Asclepias speciosa

Showy milkweed

Family: Apocynaceae · Type: perennial · Native

Showy milkweed is a California native perennial found in various bioregions across California, inhabiting fields, roadsides, and diverse habitats at elevations up to 1,900 meters. Flowering from May to September, this plant produces rose-purple flowers with distinctive pink aging to yellow hood-like structures that dramatically extend above the corolla base. Growing with ascending to erect hairy stems, it develops opposite leaves that are elliptic to ovate and often clasp the stem. Its leaves have short petioles and range from 5 to 15 centimeters long, with a base that occasionally appears heart-shaped. The plant produces erect fruits containing seeds 6 to 9 millimeters long, making it a critical habitat plant for monarch butterflies.

Habitat: Many habitats including fields, roadsides

Bloom period: May-Sep

Elevation: < 1900 m

Bioregions: CA (exc possibly CW, SW, DSon, elsewhere)

California counties: Inyo, Humboldt, Sacramento, Amador, Plumas, Lake, Trinity, Fresno, Siskiyou, Calaveras, Modoc, Nevada, Yolo, Tuolumne, Tulare, Mono, Mariposa, Mendocino, Los Angeles, Shasta, Lassen, Butte, San Joaquin, El Dorado, Marin, Placer, Del Norte, Sierra, Yuba, Colusa, Tehama, Solano, Glenn, Alpine, Napa, Madera, Sutter

Data from The California Species Project — 14,000+ California species with verified data from CNPS, CDFW, USFWS, Jepson eFlora, Cal-IPC, and more.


Beginning with the line that holds "Identify the location" and ending with the last line below, repeat each line exactly, leaving any pictures out.

EXCERPTED RECORDS —

* * * * * * * * *

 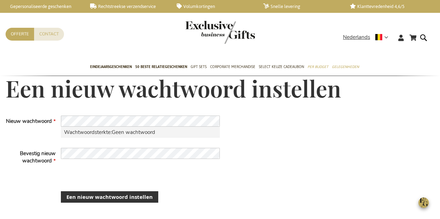 I want to click on a: Snelle levering, so click(x=301, y=6).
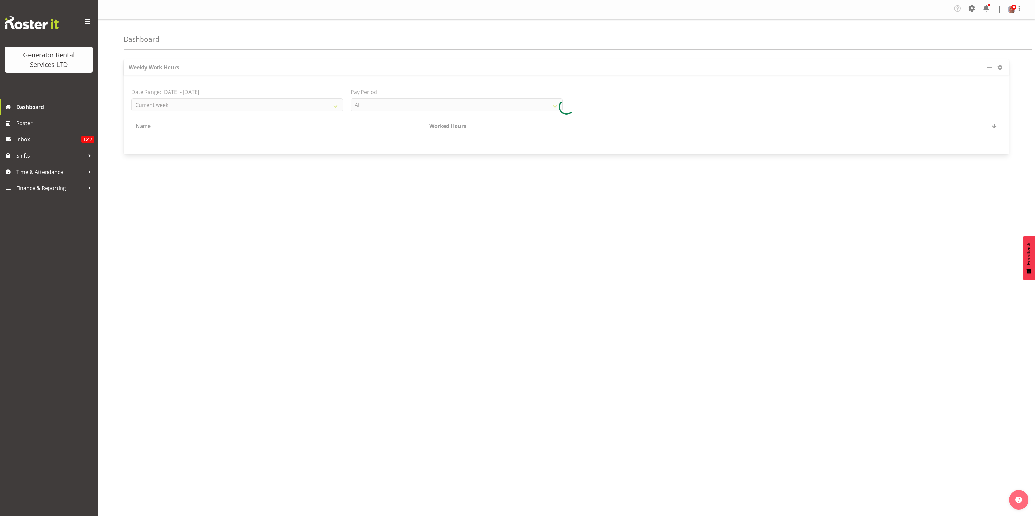 This screenshot has width=1035, height=516. What do you see at coordinates (141, 39) in the screenshot?
I see `h4: Dashboard` at bounding box center [141, 39].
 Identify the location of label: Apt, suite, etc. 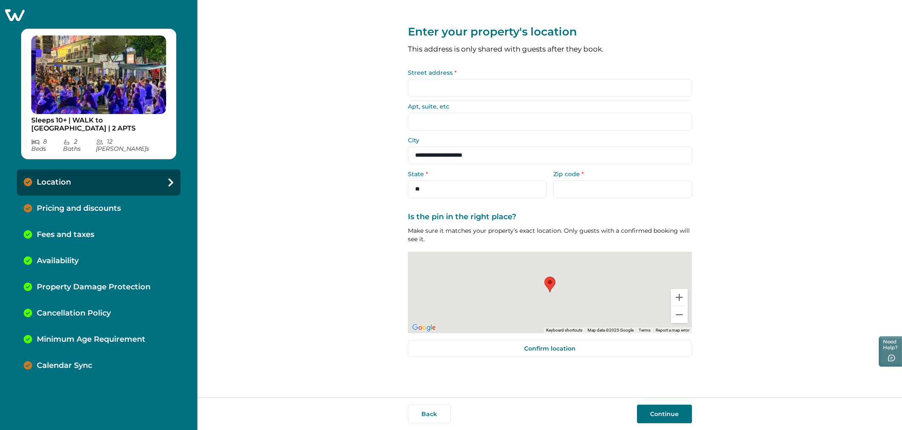
(547, 106).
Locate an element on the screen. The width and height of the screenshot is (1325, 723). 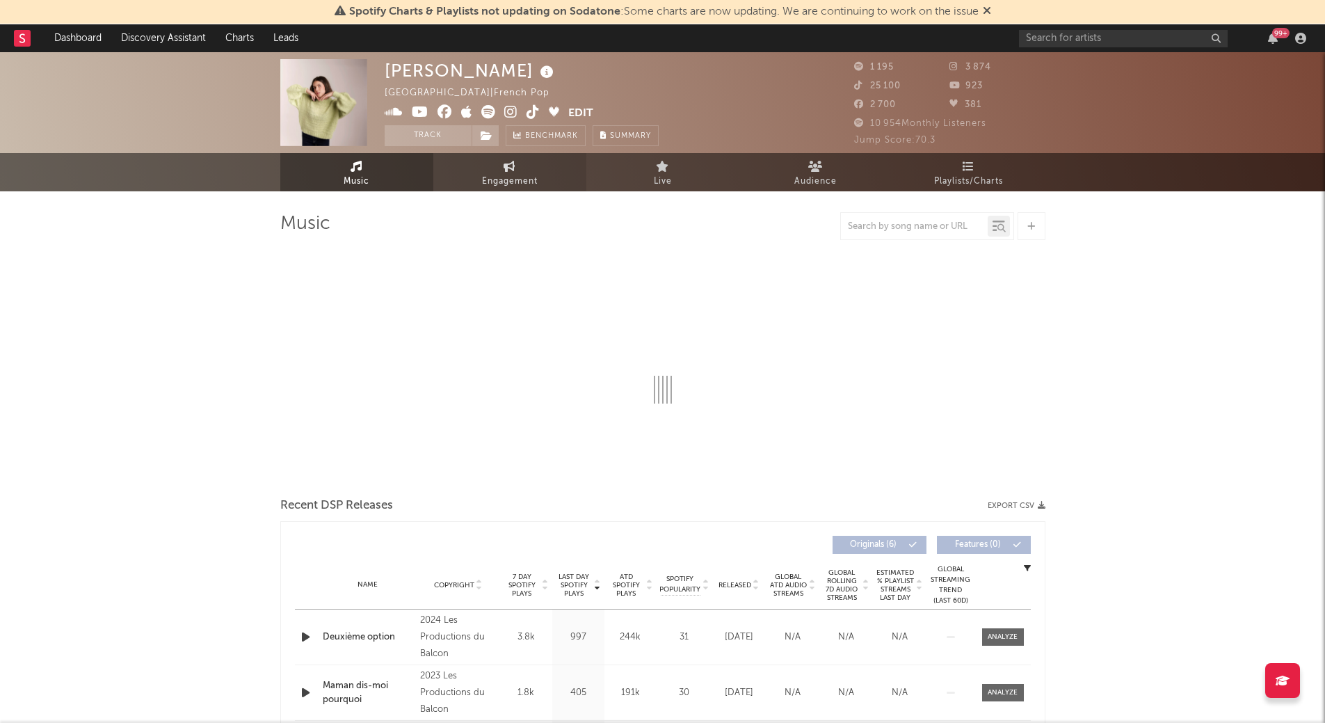
span: Audience is located at coordinates (815, 182).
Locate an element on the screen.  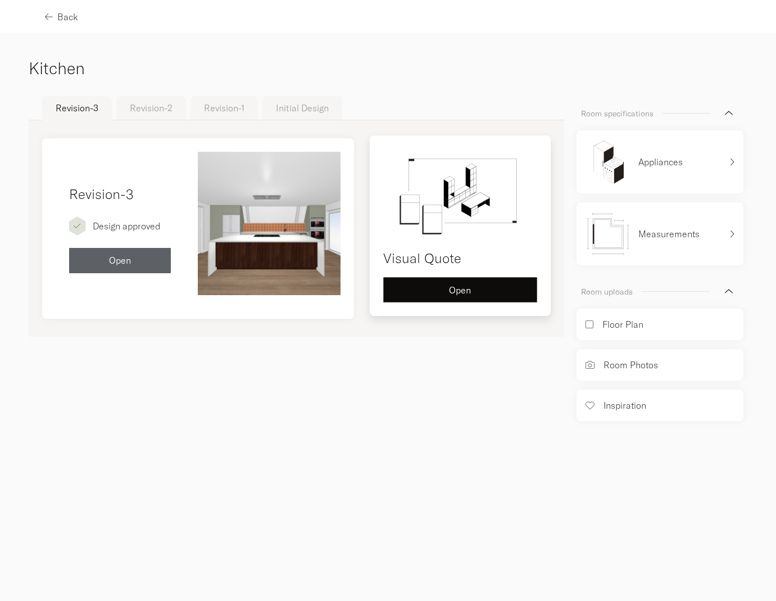
p: Room specifications is located at coordinates (617, 113).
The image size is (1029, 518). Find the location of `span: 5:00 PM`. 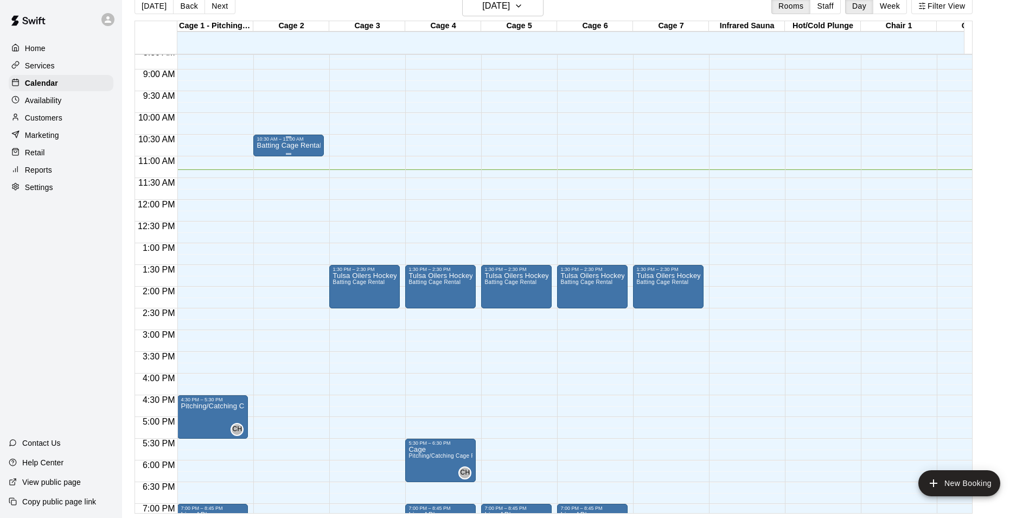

* * * * * * * * *

RESULT —
 Identify the location of label: Apt, suite, etc. 
(547, 106).
Locate an element on the screen. The width and height of the screenshot is (1325, 723). 
span: Audience is located at coordinates (815, 182).
Locate an element on the screen.  
p: Room specifications is located at coordinates (617, 113).
The image size is (1029, 518). Find the location of `span: 5:00 PM`. 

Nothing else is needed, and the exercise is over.